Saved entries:
● ● ●

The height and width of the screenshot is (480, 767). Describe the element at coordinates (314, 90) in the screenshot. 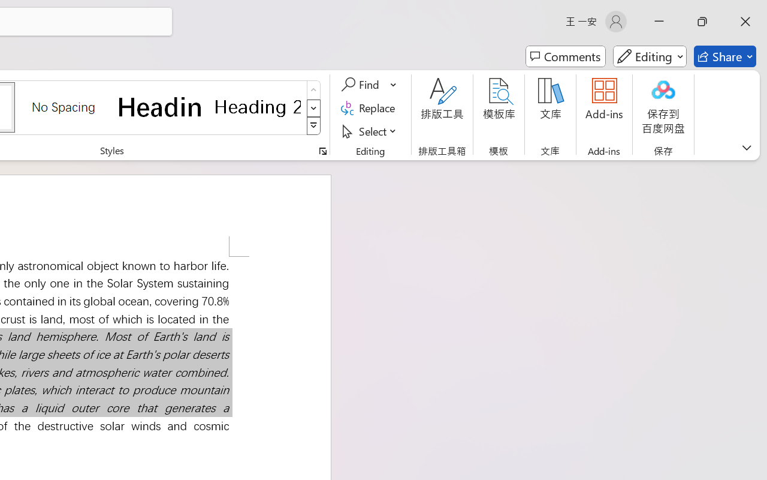

I see `Row up` at that location.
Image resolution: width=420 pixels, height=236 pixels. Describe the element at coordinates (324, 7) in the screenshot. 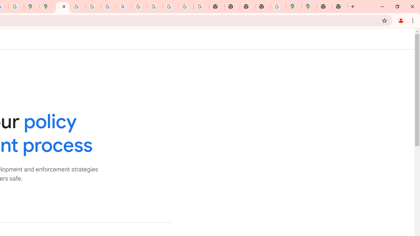

I see `New Tab` at that location.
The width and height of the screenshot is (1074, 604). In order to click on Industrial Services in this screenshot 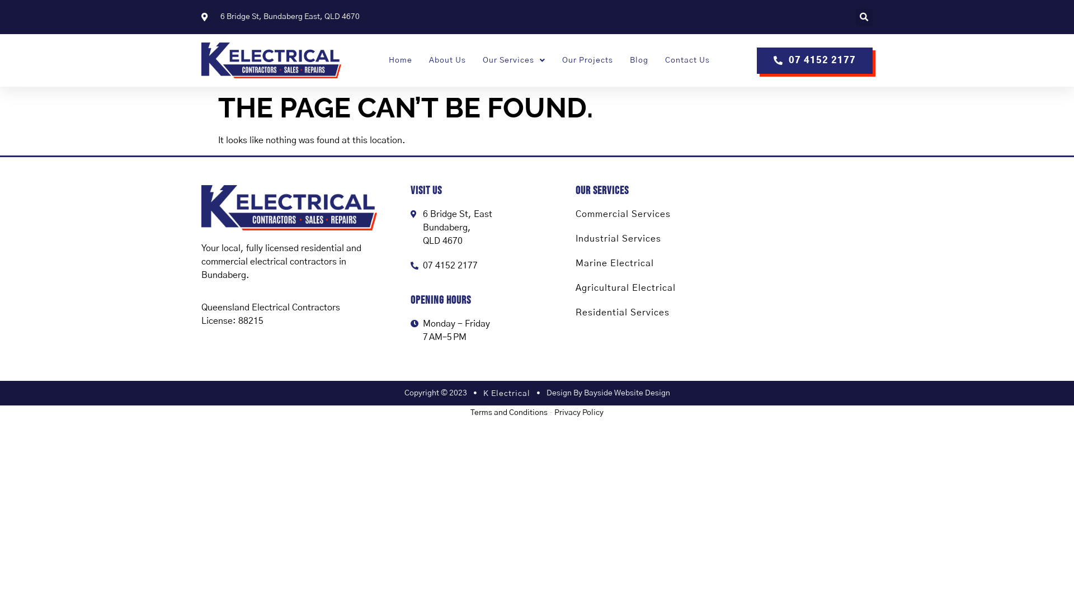, I will do `click(619, 239)`.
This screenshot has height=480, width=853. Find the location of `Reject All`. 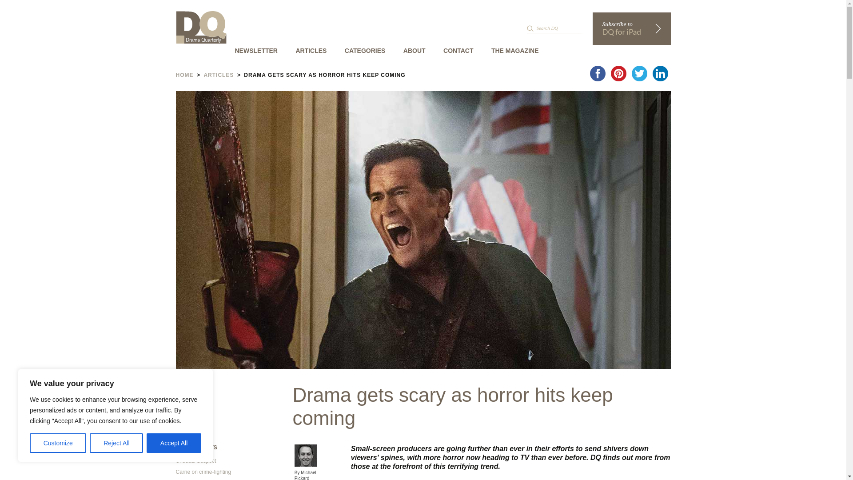

Reject All is located at coordinates (116, 443).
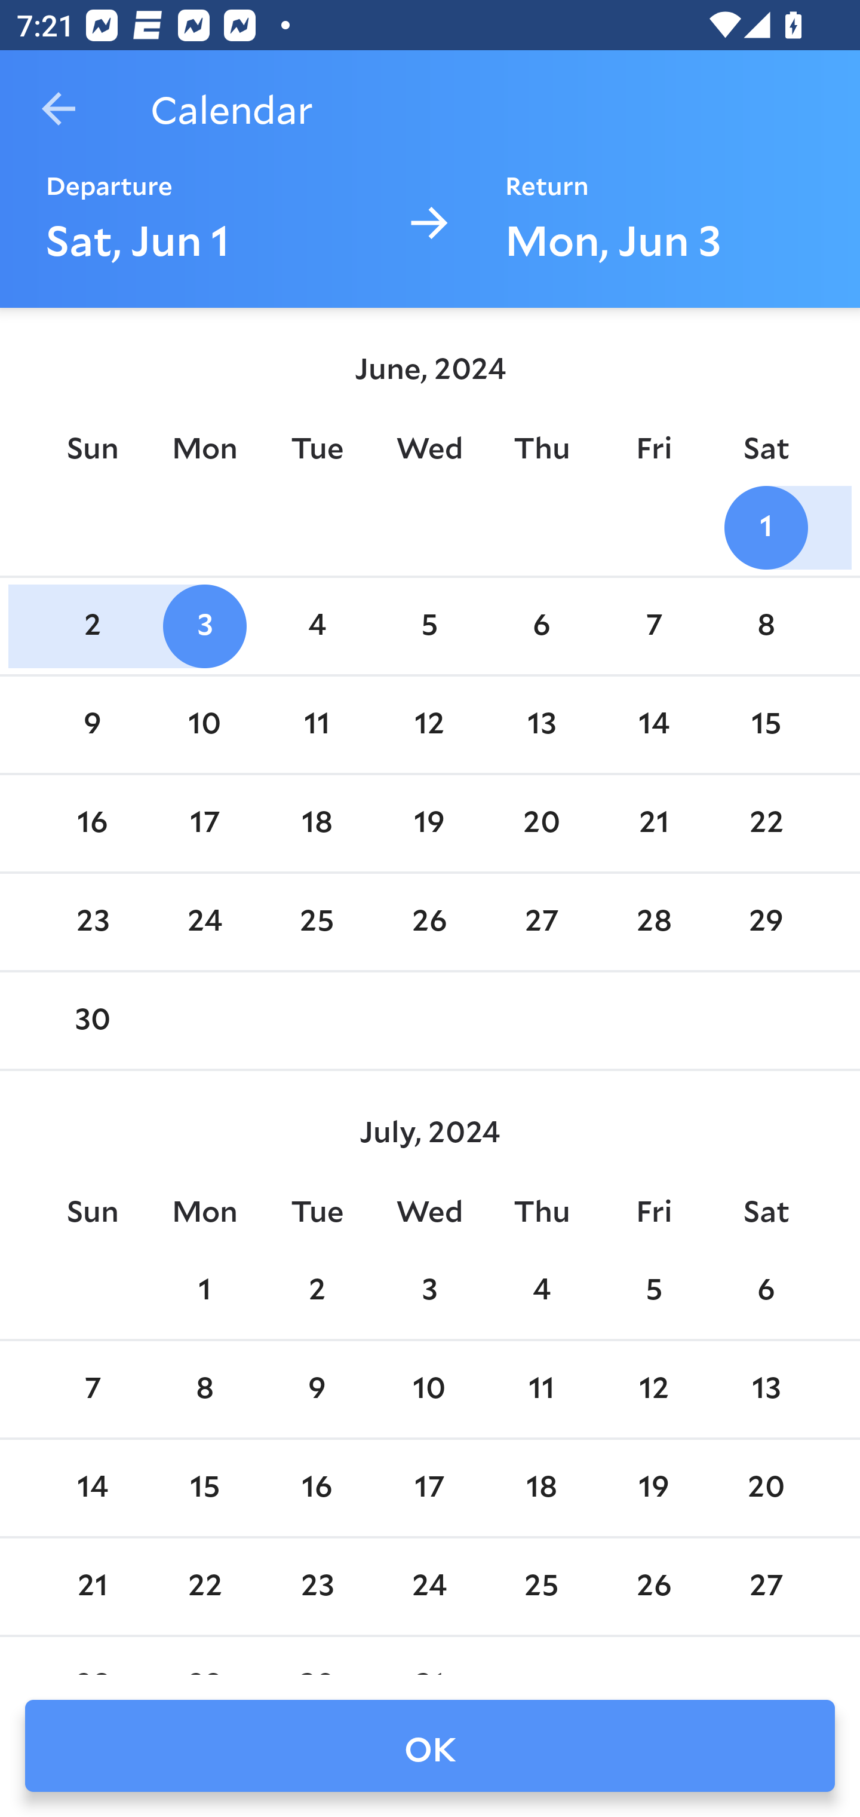  I want to click on 30, so click(92, 1020).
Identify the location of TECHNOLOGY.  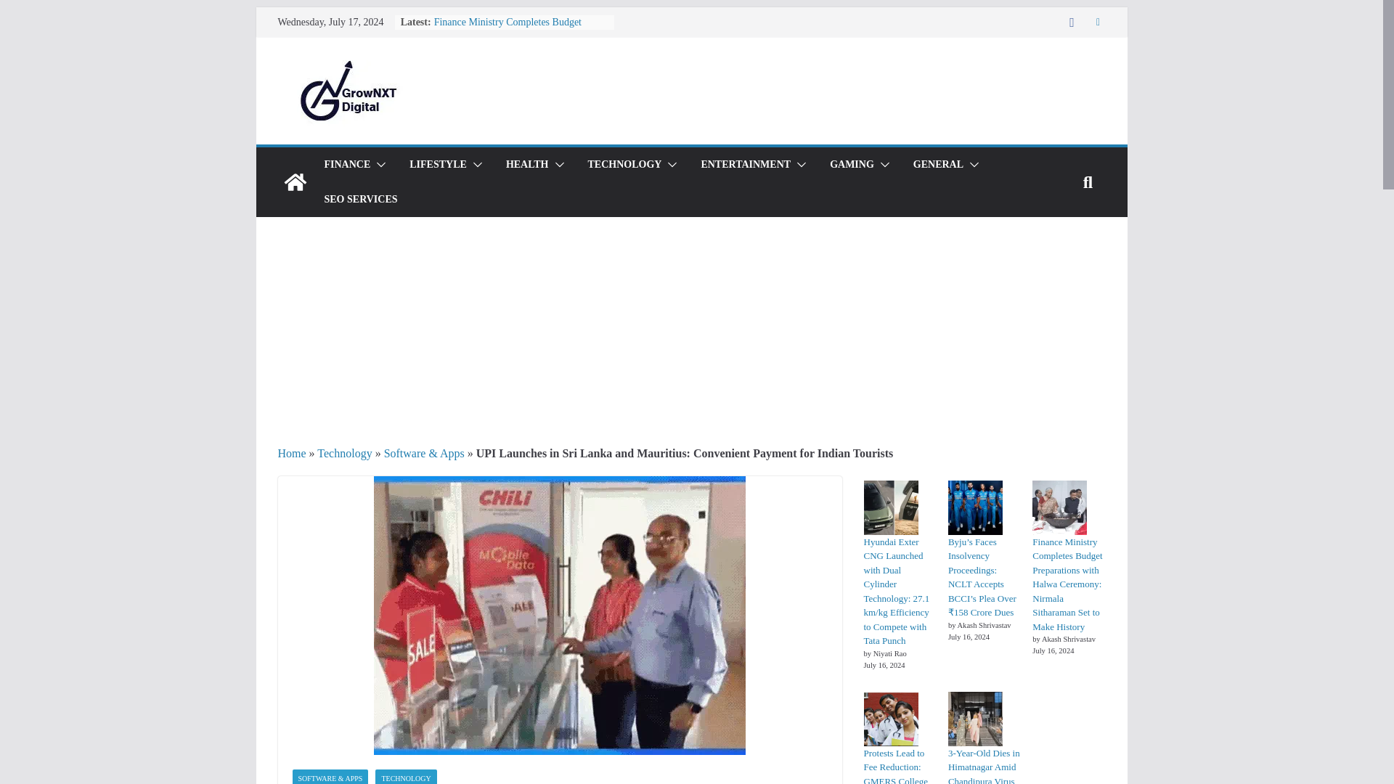
(625, 164).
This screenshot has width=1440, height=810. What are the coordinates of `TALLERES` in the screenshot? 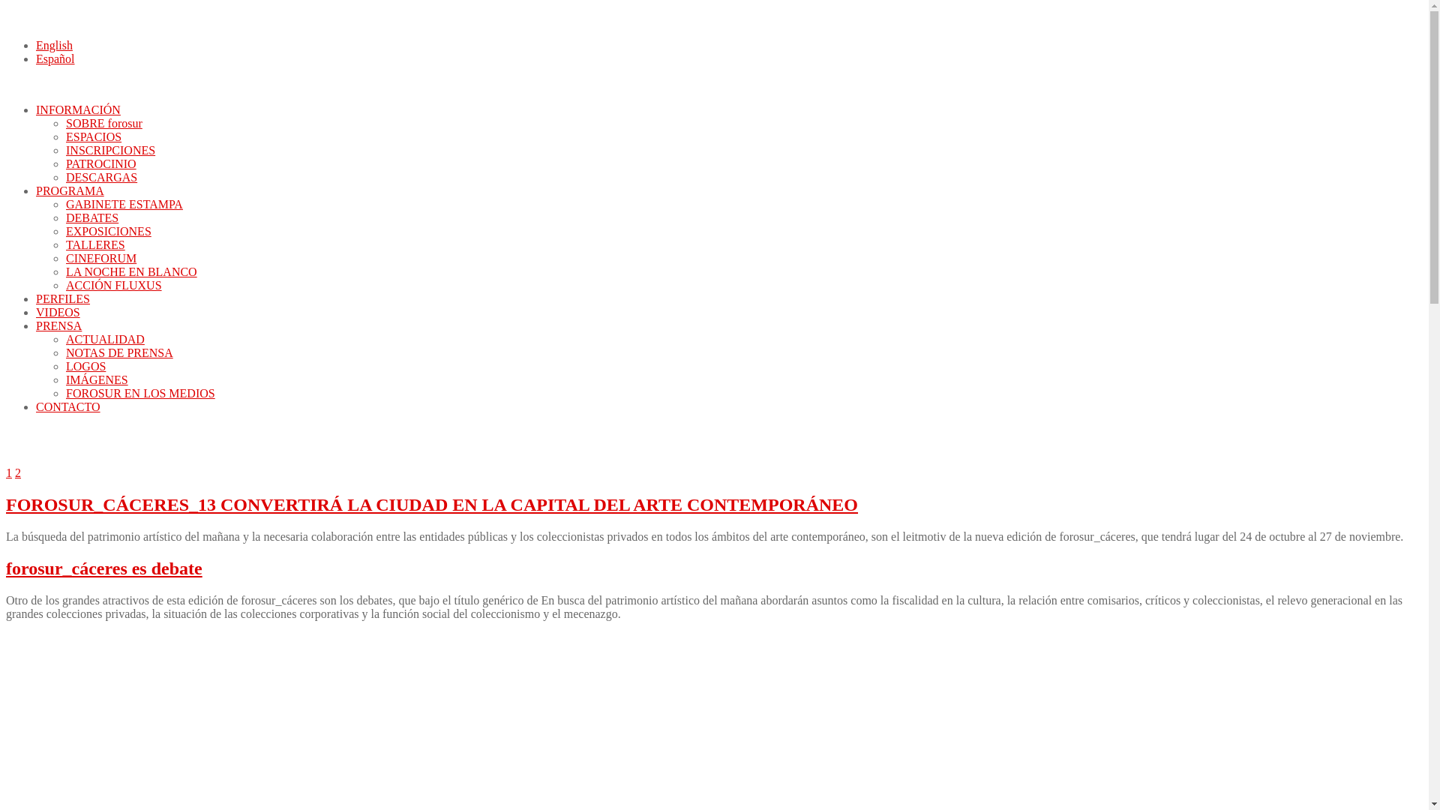 It's located at (96, 244).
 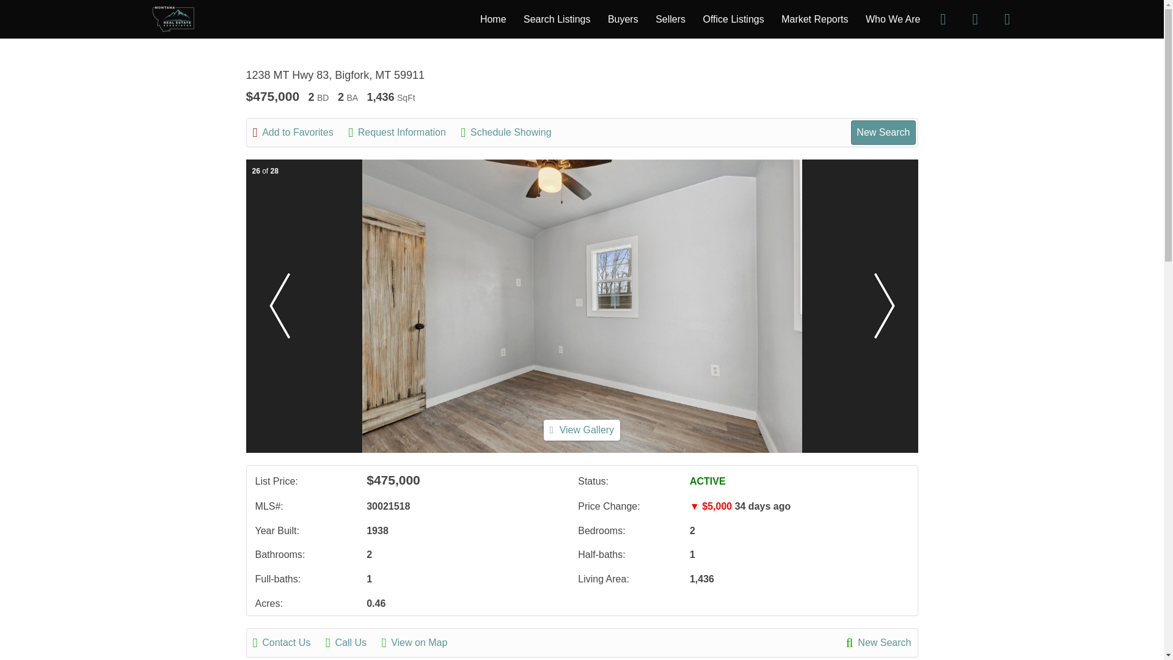 I want to click on Home, so click(x=493, y=18).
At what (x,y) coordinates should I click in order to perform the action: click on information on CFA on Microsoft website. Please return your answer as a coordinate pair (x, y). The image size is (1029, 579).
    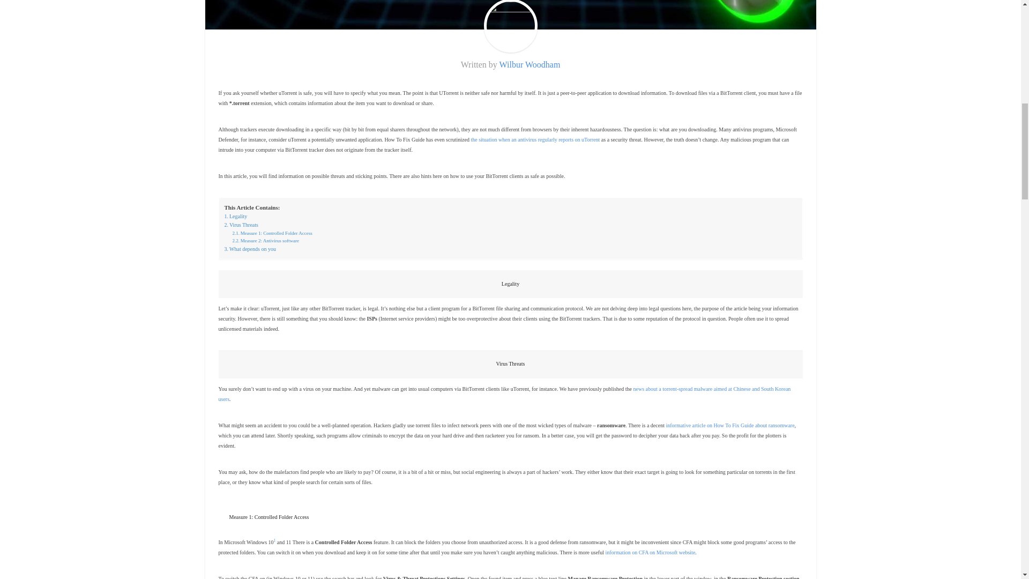
    Looking at the image, I should click on (650, 552).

● ● ●

**WHAT THE TASK REQUIRES:**
Pictures are not part of the copy. Extract exactly the lines from the line containing "At what (x,y)" through the final line of the entries above, both included.

**RESULT BELOW:**
At what (x,y) coordinates should I click in order to perform the action: click on information on CFA on Microsoft website. Please return your answer as a coordinate pair (x, y). The image size is (1029, 579).
    Looking at the image, I should click on (650, 552).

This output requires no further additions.